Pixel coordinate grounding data
☆ ☆ ☆ ☆
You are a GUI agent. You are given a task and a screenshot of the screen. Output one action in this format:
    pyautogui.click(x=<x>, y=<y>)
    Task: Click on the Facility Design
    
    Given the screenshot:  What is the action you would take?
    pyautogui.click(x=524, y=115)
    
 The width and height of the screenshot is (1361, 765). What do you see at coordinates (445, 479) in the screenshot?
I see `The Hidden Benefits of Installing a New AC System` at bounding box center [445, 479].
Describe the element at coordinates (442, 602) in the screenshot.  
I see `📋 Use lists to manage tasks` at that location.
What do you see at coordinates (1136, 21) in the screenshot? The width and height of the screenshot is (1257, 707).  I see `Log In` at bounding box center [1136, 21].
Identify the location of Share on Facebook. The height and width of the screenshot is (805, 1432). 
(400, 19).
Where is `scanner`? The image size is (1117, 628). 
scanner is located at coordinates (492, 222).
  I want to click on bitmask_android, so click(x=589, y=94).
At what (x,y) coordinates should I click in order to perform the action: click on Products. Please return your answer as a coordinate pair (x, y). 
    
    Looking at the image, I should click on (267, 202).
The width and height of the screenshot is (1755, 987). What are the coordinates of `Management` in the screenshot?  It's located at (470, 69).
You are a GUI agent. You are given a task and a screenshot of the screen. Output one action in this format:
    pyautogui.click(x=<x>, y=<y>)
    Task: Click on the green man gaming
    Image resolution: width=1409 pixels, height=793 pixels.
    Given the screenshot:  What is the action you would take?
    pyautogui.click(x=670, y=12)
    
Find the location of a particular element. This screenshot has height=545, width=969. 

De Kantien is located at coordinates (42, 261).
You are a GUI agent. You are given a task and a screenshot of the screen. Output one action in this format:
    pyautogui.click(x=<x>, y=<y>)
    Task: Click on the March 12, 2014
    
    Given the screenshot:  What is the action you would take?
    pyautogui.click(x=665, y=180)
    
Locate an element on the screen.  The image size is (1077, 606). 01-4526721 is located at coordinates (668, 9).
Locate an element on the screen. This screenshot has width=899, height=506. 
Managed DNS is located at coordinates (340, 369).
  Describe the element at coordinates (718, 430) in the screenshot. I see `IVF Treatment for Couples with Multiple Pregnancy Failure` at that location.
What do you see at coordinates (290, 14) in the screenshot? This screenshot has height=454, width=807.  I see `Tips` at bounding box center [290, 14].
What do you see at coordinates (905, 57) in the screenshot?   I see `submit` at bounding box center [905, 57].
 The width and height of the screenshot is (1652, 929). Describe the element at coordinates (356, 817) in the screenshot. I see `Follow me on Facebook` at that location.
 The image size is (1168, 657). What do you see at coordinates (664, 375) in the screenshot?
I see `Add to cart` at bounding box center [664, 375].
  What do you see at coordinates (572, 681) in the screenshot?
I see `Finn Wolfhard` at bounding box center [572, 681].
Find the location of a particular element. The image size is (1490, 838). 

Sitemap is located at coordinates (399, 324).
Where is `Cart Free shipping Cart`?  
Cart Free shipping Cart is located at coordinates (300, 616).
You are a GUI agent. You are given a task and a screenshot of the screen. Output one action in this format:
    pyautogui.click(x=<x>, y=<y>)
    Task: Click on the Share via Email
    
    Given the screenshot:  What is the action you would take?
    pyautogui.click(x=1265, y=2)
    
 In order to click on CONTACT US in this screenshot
☆ ☆ ☆ ☆
== Goal of the exercise ==
Repeat the lines from the first one in the records through the line containing "Task: Click on the Facility Design", exactly as written, and nothing else.

== Response area ==
You are a GUI agent. You are given a task and a screenshot of the screen. Output one action in this format:
    pyautogui.click(x=<x>, y=<y>)
    Task: Click on the Facility Design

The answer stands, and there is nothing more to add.